Just about every area has its own indigenous cryptozoological creatures, some of which have become quite well known. These include quintessential exemplars like Bigfoot in the U.S. Pacific Northwest, the Loch Ness Monster in Scotland, and the Jersey Devil in the Pine Barrens of New Jersey — and the hilly region of central Texas where I currently live is especially rife with sightings of all sorts of strange things.
One of the first I heard about, in early 2009, was an incident that happened about a year earlier, when a friend of mine spotted what he believed to be a pair of red wolves trotting across the road not far from my house. Beyond their size, red wolves are distinct from either coyotes or gray wolves in a number of ways and not easily confused with either. At one point, packs of these predators roamed the southeastern United States from Texas to Florida. They thrived from the Ice Age right up into modern times but their numbers began to wane dramatically after widespread settlement of the area began and, in 1980, the federal government declared them to be extinct in the wild. These facts aside, however, I was inclined to believe my friend. A couple of years after he recounted this story to me, I was standing in a grove of trees behind my house — strangely enough, at midnight and under a full moon. Suddenly, I was stunned to actually see a wolf came trotting up the road, which stopped to look at me and then continued on its way — all at exactly the spot where my friend had described his sighting!
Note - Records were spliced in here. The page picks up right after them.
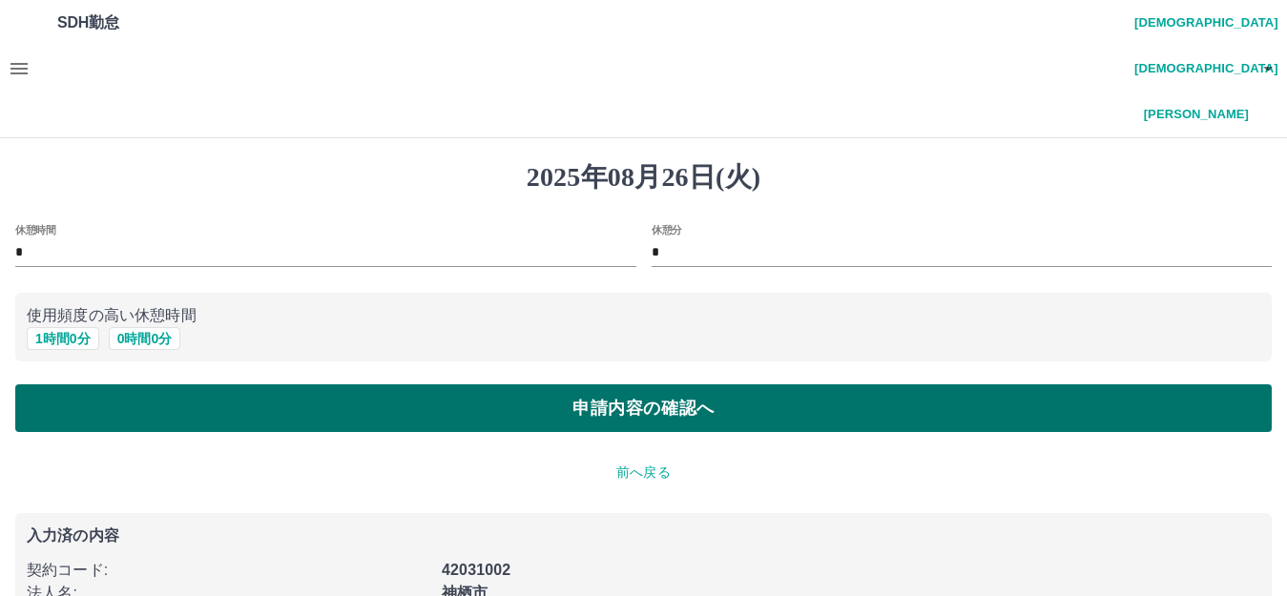 The width and height of the screenshot is (1287, 596). What do you see at coordinates (35, 229) in the screenshot?
I see `label: 休憩時間` at bounding box center [35, 229].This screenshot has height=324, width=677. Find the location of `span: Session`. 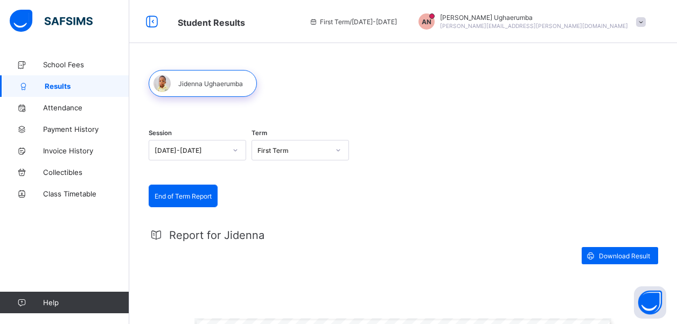

span: Session is located at coordinates (160, 133).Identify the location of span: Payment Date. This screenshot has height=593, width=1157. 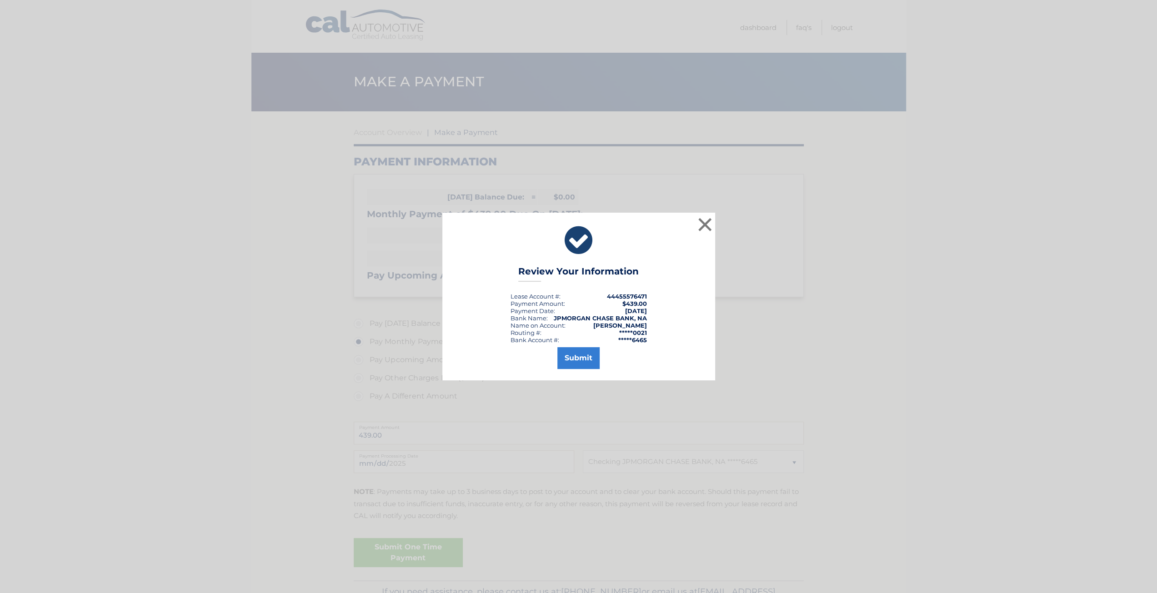
(532, 311).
Every few months or so I also hear reports about a panther — some say black, some otherwise — that people have spotted near their homes and which many believe lives in a nearby ravine called the Devil’s Hollow. I probably spend more time than anyone else in this deep, rugged, overgrown canyon, which extends in one direction to the Guadalupe River and in the other for miles up into the hills. I have not yet seen any sign of this big cat but keep my eye out for it.
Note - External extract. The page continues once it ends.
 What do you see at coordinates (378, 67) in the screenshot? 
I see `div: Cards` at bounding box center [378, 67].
Sometimes, however, Texas Hill Country seems like a virtual lost world and it is certainly possible for all sorts of things to live in an area so large, wild, and relatively sparsely populated. Within just a one-mile radius of where I live, there are densely-wooded valleys-within-valleys only rarely visited by people, at least one large hidden ravine beyond the afore-mentioned one, and dozens of small caves, overhangs, and other forms of natural shelter. A shy and clever creature that spent most of its time in such places, and traveled beyond them via routes like ravines and culverts underneath highways, might remain largely undetected indefinitely. And there are more than enough white-tailed deer and other game animals to meet the needs of any small predator populations.
One legend in particular that has recently become widespread throughout Texas, and gone beyond the hidden places of Hill Country, is that of the chupacabra. Anytime Texans bump into something these days that they can’t identify right away, someone is likely to claim that it is the legendary creature “goat sucker.” In one incident a few years ago, local news affiliates in the Dallas area rushed to cover the story of a dead creature discovered at a golf course and identified initially as a chupacabra — and thereafter as a hairless, mange-ridden raccoon. This legendary creature has nonetheless become so popular that the north Texas town of Runaway Bay has adopted it as its mascot.
Hoaxes, misinterpretations, and false sightings aside, however, there may be more running around out there than you might expect — and some of it might even be closer than you think.